A modern system can be IC in the context in which it operates, without its being an obstacle to evolution. There are several ways in which this is possible. For example, our complicated blood-clotting cascade, or something like it, is necessary for organisms using a high pressure circulation, as has been discussed recently on one of the science blogs, but a system without some of its components is OK at lower pressures: so slight improvements in clotting made somewhat higher pressures possible, then further improvements, including occasionally adding components giving initially very little benefit (but capable of improvement), made even higher pressure possible, and so on.
Anton Mates @ #9
Kelvin's objection was actually that an old earth would have cooled to the extent that tectonic activity (not his terminology!) would have ceased. What drives the turnover in the earth's surface and thereby maintains long-term habitability is the decay of (primarily) uranium in the core, which depends on processes unknown at the time of Kelvin's objections, but discovered in his lifetime. The sun's energy supply was also seen as a problem in Kelvin's day, but there were potential (though ultimately inadequate) solutions, such as the continuing infall of distant materials: fusion of hydrogen to helium was of course the real answer.
Jim Roberts
Ah Lord Kelvin. Smart enough to formulate the 2nd Law of Thermodynamics, but not smart enough to see how it happens to be totally violated by... life. It's just too bad he didn't have as keen a mind as, say, convicted felon Kent Hovind.
/sarcasm
Kelvin argued, however, that these solutions would still not permit the sun to shine for evolutionary timescales. In fact, he specifically called out Darwin as demanding an unrealistic age for the earth.
"What then are we to think of such geological estimates as 300,000,000 years for the "denudation of the Weald"? Whether is it more probable that the physical conditions of the sun's matter differ 1,000 times more than dynamics compel us to suppose they differ from those of matter in our laboratories; or that a stormy sea, with possibly Channel tides of extreme violence, should encroach on a chalk cliff 1,000 times more rapidly than Mr. Darwin's estimate of one inch per century?....It seems, therefore, on the whole most probable that the sun has not illuminated the earth for 100,000,000 years, and almost certain that he has not done so for 500,000,000 years."
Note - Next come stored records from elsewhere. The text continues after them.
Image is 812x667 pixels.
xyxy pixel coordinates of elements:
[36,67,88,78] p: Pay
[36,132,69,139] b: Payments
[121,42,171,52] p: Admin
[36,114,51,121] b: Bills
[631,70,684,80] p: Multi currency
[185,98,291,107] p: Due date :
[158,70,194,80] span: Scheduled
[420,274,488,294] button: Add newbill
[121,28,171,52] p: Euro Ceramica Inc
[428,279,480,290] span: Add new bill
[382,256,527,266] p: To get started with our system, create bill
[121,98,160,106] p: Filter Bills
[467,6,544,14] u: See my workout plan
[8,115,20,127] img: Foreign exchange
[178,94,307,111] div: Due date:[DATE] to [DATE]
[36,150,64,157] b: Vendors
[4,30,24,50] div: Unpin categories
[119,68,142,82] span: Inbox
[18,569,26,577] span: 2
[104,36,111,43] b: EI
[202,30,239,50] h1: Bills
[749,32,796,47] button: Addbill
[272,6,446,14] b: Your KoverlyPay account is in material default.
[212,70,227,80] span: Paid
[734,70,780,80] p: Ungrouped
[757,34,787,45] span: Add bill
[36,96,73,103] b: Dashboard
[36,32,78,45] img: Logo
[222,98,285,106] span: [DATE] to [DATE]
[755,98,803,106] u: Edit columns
Well, OK, though to the extent mutations are neutral, or more so if they are even slightly negative, it will tend to elevate the chances that, in the time it would take to accumulate 20 "6"s, at least one of the 20 sites will mutate to a 1, 2, 3, 4, or 5.
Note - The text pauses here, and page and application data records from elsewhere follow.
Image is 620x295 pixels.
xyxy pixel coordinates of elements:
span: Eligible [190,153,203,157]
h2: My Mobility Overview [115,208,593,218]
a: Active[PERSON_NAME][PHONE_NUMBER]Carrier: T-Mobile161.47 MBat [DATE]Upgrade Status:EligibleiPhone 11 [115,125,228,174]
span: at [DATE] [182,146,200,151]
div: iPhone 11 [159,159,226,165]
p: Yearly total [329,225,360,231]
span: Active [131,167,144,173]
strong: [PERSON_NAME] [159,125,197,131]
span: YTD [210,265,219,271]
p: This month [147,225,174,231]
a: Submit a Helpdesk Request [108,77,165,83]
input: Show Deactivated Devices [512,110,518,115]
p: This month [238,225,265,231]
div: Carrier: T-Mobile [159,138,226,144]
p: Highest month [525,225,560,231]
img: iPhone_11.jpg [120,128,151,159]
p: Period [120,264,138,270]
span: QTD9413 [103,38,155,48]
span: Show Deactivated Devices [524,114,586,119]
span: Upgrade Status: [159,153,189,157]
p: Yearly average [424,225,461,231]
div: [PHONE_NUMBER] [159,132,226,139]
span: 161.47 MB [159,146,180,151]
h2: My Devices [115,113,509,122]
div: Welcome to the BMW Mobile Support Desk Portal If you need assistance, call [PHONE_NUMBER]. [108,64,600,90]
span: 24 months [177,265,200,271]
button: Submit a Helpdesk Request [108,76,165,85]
Likely, but that doesn't prevent it from happening.
In the case of a copied gene, which is likely to be neutral, it actually speeds things up, because the copied gene, not being required for any function, is now free to go exploring. Some such genes could become positive factors if/when the population's environment changed, and make up for the slight drag at the beginning.
There's all sorts of ways and means in which mutations can eventually lead to a feature, it doesn't have to be a complete string of positives.
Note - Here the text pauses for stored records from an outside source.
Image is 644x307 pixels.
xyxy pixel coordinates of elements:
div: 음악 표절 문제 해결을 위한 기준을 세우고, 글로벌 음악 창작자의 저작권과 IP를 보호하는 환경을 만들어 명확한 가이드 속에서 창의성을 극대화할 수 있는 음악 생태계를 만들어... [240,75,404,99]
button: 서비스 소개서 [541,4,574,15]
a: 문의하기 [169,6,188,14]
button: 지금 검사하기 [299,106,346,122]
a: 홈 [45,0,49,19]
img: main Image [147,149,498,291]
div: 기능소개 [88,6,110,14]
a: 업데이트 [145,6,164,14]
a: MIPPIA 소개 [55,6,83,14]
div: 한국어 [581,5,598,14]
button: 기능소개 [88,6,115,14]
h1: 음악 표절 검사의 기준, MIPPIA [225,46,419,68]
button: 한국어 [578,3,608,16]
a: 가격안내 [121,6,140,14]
Sometimes copied genes have a positive effect, too, so there isn't even an initial drag.
Hey, is Behe still harping on the IC of the flagellum? I recently saw an article in Science that the current research is pointing that the F may have evolved from some molecular transport pores. Take that Behe!
The Michael Behe minivan, it's irreducibly complex my man!
http://thestubborncurmudgeon.blogspot.com
If anything, Behe's argument is irreducibly identical Zeon's Paradox of the Impossibility of Motion.
Jud @ 34:
TNR is run by a warmongering bigot who's not afraid to print counter-factual bullshit to promote his ideas about the way the world works. That should answer your implied question of if TNR is worth your money.
In case all the other links evaporate, Powell's has a nice, clean version on Review-a-Day.